Saas Isn't Coming Back. Something Much Bigger Is Replacing It
The next wave of software will be AI-native, industry-specific platforms, writes guest author Richard de Silva who believes the biggest winners will be vertical AI companies with deep domain expertise, proprietary data and strong customer relationships, as these advantages create durable competitive moats that generic horizontal SaaS products cannot match.
Key Takeaways
- Guest Author By Richard de Silva It used to be that if you invested in SaaS, you slept well at night.
Returns were predictable because the business model was subscription-based and incredibly scalable: build a horizontal cloud-based platform to target as wide a market as possible, charge per seat and grow by expanding the user base.
- We would argue that these infrastructure platforms enable the next wave of software innovation: AI-native software that automates and enables the $2 trillion white-collar services market.
Generic, horizontal SaaS, as we know it, is a declining legacy model (like on-premise software before it), but investors still have reason to be optimistic about the software market.
- Technology companies facing that reality have to choose a new path forward beyond connecting people's workflow: perform and charge for the actual work done (usage) or based on outcomes (ROI).
A legal AI platform charges per contract drafted, doing the work of a lawyer.
- The companies that adapt will build faster, deliver more value and command a premium for it.
Horizontal is a liability Generic horizontal SaaS is the most vulnerable to this changing market.
- Proprietary data that drives decision-making and is closely held by customers and inaccessible to frontier models.
Stats & Key Facts
- #January's $300 billion single-session wipeout is a leading indicator that the old SaaS model has passed its peak.
- #We would argue that these infrastructure platforms enable the next wave of software innovation: AI-native software that automates and enables the $2 trillion white-collar services market.

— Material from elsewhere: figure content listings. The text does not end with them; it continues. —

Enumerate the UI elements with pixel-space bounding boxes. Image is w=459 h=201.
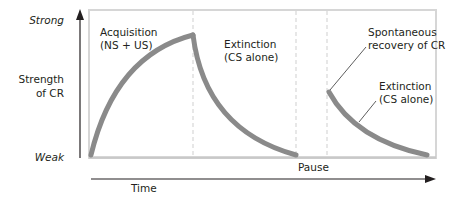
extinction-2-pointer: [359, 101, 376, 122]
time-label: Time: [130, 182, 157, 194]
spontaneous-recovery-label-line1: Spontaneous: [368, 26, 437, 38]
extinction-2-label-line2: (CS alone): [379, 93, 433, 105]
extinction-label-line2: (CS alone): [224, 51, 278, 63]
y-axis-title-line1: Strength: [19, 73, 64, 85]
acquisition-label-line1: Acquisition: [100, 26, 158, 38]
strong-label: Strong: [29, 14, 64, 26]
extinction-2-label-line1: Extinction: [379, 80, 431, 92]
pause-label: Pause: [298, 161, 329, 173]
y-axis-title-line2: of CR: [36, 87, 64, 99]
y-axis-arrowhead-icon: [76, 9, 84, 20]
spontaneous-recovery-label-line2: recovery of CR: [368, 39, 445, 51]
weak-label: Weak: [35, 151, 65, 163]
spontaneous-recovery-pointer: [330, 47, 366, 90]
conditioning-diagram: Strong Strength of CR Weak Time Pause Ac…: [0, 0, 459, 201]
time-axis-arrowhead-icon: [425, 175, 436, 183]
acquisition-curve: [91, 35, 193, 155]
extinction-label-line1: Extinction: [224, 38, 276, 50]
acquisition-label-line2: (NS + US): [100, 39, 153, 51]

- #A company that once needed 100 CRM licenses for its sales operations team may soon need just 50.

The next wave of software will be AI-native, industry-specific platforms, writes guest author Richard de Silva who believes the biggest winners will be vertical AI companies with deep domain expertise, proprietary data and strong customer relationships, as these advantages create durable competitive moats that generic horizontal SaaS products cannot match. Guest Author By Richard de Silva It used to be that if you invested in SaaS, you slept well at night. Returns were predictable because the business model was subscription-based and incredibly scalable: build a horizontal cloud-based platform to target as wide a market as possible, charge per seat and grow by expanding the user base.

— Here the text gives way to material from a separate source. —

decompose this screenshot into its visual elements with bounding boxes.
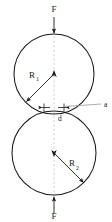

Salesforce 1 , Workday and their peers returned billions to investors on that model. But now, due to AI, where AI agents are replacing humans as the user (through what the industry calls "headless" models) and upending the per-seat model, the SaaS market has lost its predictability. January's $300 billion single-session wipeout is a leading indicator that the old SaaS model has passed its peak.
Investors are retrenching and trying to predict what's next as the three frontier AI companies vault into the public markets at multitrillion-dollar valuations. We would argue that these infrastructure platforms enable the next wave of software innovation: AI-native software that automates and enables the $2 trillion white-collar services market. Generic, horizontal SaaS, as we know it, is a declining legacy model (like on-premise software before it), but investors still have reason to be optimistic about the software market.
For more details please read the original article at Crunchbase News.